Polar Bear

Polar Bear
My Boy

Sunday, April 17, 2011

A Year and a Goal-come and gone

One year ago tomorrow, I lost my boy.

One year ago I was sitting on the floor of his room, covered in white hair and pee, because he was stress shedding as he was peeing himself and could not stand anymore.

I was cramping and crying.  I remember what I was wearing, not just because I still look at the pictures. I don't need the pictures to take me back to that day.  
I have not worn that shirt since.
The last day
After he was gone, I cried and hugged him for about a half hour-watching the color of his nose turn from blood-perfused pink to hypoxic purple.  I covered him in a sheet, stood up and accidentally stepped on his foot.  I actually apologized, but he didn't pull it away-it all became more real with each passing second.

While trying to lift his body into transport to the crematorium, I threw out my back-just desserts in my opinion.

I clipped some of his hair which I still carry in a ziplock baggie in my wallet.  Hair and ashes are all I have left.  Or so I thought...

I was 250+ pounds (still harboring a $10K lapband that I failed to use), depressed, and totally uninterested in life.  After he was gone, life held even less meaning.
Before Polar's Death:  March 2010-I actually felt thin that night, I'm hiding behind a plant in the dark , and I'm still HUGE.
My husband didn't know what to do, bless his heart.  I cried everyday for 3.5 months.  I tried really hard not to cry in front of anyone, except Pauli, my brown furry therapist...
In March 2010 prior to losing Polar: with the Fudger

And I tried to understand why I was so upset over the death of a DOG.  Then I stopped looking at the pictures of his last day, and started to remember him this way...
 And this way...
And I realized why I was grieving so hard-
Polar WAS what little zeal I had for life-the sliver of optimism and motivation and perseverance that I was struggling to find and hold-he had it in spades.

He was my role model.  Deaf and partially blind, doing everything he wanted to do, and trying everything even though he often failed.  He never stopped trying new things, repeatedly finding the joy in life.
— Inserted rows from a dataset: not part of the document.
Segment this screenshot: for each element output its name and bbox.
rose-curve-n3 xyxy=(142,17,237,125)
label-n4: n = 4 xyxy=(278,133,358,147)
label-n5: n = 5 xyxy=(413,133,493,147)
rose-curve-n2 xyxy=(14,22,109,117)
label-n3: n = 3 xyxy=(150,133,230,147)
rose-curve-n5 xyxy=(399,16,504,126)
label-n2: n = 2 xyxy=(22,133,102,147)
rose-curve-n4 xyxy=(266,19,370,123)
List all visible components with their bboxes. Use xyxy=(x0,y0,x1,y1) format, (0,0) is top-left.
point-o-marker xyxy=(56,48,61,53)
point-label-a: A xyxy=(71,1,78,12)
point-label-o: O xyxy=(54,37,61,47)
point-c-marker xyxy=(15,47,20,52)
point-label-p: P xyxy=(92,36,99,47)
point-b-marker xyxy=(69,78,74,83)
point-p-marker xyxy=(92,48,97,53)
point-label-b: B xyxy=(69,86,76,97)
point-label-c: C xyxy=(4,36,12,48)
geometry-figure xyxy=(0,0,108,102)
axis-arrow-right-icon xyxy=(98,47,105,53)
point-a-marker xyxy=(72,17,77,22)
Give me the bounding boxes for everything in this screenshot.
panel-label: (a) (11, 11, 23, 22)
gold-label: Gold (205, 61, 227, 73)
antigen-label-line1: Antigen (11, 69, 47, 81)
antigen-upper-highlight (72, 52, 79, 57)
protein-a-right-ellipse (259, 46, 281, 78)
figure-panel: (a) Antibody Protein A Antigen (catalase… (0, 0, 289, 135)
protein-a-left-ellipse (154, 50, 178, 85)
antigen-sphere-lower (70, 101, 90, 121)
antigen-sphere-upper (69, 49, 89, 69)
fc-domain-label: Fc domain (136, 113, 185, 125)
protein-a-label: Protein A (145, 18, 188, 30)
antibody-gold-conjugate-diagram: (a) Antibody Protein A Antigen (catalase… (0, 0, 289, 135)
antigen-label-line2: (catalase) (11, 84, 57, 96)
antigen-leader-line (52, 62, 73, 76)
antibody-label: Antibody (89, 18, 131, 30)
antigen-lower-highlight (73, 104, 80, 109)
I didn't have to look far to find my joy, because he gave it to me.  I received the sliver of everything positive I needed in him, as well as in bits of everyone and everything else-except for myself.  
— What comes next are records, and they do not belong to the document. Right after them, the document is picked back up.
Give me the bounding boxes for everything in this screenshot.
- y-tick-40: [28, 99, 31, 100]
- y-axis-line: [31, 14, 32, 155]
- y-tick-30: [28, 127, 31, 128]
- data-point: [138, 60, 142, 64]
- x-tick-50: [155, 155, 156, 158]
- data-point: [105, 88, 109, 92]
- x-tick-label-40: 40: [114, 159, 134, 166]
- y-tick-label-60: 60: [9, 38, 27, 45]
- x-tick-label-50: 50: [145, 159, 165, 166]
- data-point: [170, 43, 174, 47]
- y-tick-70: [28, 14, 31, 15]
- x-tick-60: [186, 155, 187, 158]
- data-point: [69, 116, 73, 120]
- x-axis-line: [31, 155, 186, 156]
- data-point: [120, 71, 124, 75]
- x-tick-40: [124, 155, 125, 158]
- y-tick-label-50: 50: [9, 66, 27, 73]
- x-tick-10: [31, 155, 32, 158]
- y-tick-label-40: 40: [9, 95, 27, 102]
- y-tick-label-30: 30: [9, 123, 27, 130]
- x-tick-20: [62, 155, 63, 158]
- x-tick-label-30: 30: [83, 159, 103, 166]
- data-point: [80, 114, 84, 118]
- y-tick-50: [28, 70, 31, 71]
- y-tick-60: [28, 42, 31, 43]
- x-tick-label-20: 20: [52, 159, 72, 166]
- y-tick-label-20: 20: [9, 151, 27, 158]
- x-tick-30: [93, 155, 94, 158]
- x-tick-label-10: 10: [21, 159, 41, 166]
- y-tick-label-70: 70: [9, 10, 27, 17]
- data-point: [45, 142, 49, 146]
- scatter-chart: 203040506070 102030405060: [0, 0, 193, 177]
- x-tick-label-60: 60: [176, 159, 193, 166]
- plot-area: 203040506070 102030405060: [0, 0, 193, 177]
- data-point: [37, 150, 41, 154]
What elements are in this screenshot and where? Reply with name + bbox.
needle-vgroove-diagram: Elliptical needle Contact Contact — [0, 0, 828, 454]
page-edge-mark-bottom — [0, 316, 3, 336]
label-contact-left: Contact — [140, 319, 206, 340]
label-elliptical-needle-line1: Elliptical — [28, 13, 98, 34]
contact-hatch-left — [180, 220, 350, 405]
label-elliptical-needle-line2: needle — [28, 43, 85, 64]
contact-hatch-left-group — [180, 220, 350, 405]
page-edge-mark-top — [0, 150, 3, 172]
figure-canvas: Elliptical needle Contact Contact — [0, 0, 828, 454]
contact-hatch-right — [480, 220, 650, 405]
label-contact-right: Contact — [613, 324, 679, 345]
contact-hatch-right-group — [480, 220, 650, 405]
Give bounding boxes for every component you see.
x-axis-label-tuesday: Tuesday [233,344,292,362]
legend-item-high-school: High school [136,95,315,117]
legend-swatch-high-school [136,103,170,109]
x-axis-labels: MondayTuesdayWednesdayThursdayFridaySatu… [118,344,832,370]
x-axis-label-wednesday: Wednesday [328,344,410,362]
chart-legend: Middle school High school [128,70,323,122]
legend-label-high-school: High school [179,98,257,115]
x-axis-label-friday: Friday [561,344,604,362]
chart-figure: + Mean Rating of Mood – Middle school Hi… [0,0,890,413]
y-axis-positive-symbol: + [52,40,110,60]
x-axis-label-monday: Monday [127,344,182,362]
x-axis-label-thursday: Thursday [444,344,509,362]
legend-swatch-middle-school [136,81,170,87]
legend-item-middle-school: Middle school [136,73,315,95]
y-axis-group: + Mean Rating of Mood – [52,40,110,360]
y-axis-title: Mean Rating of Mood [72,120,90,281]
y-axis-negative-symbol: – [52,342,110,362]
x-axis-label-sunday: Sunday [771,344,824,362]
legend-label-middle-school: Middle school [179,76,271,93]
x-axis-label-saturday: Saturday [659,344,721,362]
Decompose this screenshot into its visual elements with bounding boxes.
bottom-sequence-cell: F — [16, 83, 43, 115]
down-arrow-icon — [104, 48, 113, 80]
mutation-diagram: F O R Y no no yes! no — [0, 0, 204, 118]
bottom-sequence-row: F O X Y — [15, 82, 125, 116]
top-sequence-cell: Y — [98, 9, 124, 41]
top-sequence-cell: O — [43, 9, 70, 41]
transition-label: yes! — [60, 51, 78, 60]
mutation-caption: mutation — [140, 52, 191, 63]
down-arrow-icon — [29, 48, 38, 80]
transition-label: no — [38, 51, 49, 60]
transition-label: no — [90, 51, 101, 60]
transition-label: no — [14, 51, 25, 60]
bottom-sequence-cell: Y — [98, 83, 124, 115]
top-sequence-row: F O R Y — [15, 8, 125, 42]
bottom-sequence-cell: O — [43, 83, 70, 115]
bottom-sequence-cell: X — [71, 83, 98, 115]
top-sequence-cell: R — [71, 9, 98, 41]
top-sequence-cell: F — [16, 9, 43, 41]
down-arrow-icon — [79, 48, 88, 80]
I had stopped trying to push myself to find my own fire, when or why exactly I don't know... But I was living off of Polar.  When he died, I had no choice-my silver lining was gone.  I hibernated, slept away my free time, retreated into grief, ate even more.  I am sure I was clinically depressed, and at times I still feel the all-consuming grief.
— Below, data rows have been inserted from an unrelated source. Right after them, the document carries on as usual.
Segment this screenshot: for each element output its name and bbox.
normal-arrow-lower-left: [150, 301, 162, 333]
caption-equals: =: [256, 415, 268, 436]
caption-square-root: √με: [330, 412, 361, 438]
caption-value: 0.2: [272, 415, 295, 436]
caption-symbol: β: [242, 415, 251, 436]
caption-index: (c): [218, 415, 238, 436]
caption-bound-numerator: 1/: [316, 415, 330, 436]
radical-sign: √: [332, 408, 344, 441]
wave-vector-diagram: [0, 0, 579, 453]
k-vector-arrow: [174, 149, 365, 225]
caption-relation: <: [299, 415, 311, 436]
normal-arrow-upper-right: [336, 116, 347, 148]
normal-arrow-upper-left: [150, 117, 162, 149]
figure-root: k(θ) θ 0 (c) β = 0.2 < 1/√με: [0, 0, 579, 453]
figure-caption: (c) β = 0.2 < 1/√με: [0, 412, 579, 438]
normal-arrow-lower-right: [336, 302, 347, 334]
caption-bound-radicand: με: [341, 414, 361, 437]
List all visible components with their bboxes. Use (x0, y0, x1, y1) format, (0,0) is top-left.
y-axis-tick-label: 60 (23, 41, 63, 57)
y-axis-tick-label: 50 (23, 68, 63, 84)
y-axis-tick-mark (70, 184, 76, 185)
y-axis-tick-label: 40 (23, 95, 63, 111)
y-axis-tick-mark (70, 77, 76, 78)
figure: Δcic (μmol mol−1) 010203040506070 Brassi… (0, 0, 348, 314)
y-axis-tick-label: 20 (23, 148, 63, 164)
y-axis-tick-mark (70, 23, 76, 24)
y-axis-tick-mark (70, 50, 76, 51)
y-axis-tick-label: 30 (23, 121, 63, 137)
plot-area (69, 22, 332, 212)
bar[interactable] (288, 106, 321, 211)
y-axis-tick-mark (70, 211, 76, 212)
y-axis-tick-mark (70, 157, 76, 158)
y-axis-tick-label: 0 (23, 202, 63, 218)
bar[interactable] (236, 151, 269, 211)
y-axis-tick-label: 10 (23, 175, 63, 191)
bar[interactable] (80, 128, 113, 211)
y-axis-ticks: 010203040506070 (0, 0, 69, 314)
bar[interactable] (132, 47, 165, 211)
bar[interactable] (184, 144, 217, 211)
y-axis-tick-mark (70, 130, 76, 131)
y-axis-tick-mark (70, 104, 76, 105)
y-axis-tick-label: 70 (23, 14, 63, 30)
When I lost Polar, I realized that alot had changed, and that I was the only one not changing.  If I wasn't going to change and acknowledge what he gave me-respect his memory-then I may as well check out-permanently.  Because I was not living, not really.


Two weeks later I went to Medifast-walked in on a Saturday morning.  Plopped down my credit card, and a thousand dollars or so later, I chose my path.


For me, it was the road less traveled.  I chose change, to push myself, find my fire.  In part because I knew Polar would never forgive me for giving up, since he did so much more with so much less.  But mostly because I knew if I didn't take a risk to change my life, then his lessons would be for naught, and it would be as if he never existed-and what a loss that would be.  Let's face it-I was on a path with an early death.

So I sit here today, 160 pounds.  Shattering my goal of 161 by a whole pound.
When I think I still have a fat body in this pic from last weekend, I look at it in reference to my hand size...
Sure I would like to lose 15 more, if that is even possible with my body type.  

But I am going to Turks and Caicos in two weeks with my wonderful husband, and for the first time, I am enthusiastic about sitting on the beach in a bathing suit.


Now I can cross my legs without having to squeeze them to stay that way, I have no cankles, and I don't feel like my arms are stuffed sausage casings...and apparently I have collarbones and shoulder blades.  I walk down a hallway and look passersby in the EYE.  Who knew?!


I still see a fat girl in the mirror, and that may take years to reverse, but I am starting to believe the compliments.  Or at least I am not immediately refuting them...


But for once, I am happy and hope actually seems possible...And I know Polar is proud of me.
Three weeks ago in San Antonio
Thank you to everyone who has been with me on this journey.  I love you guys.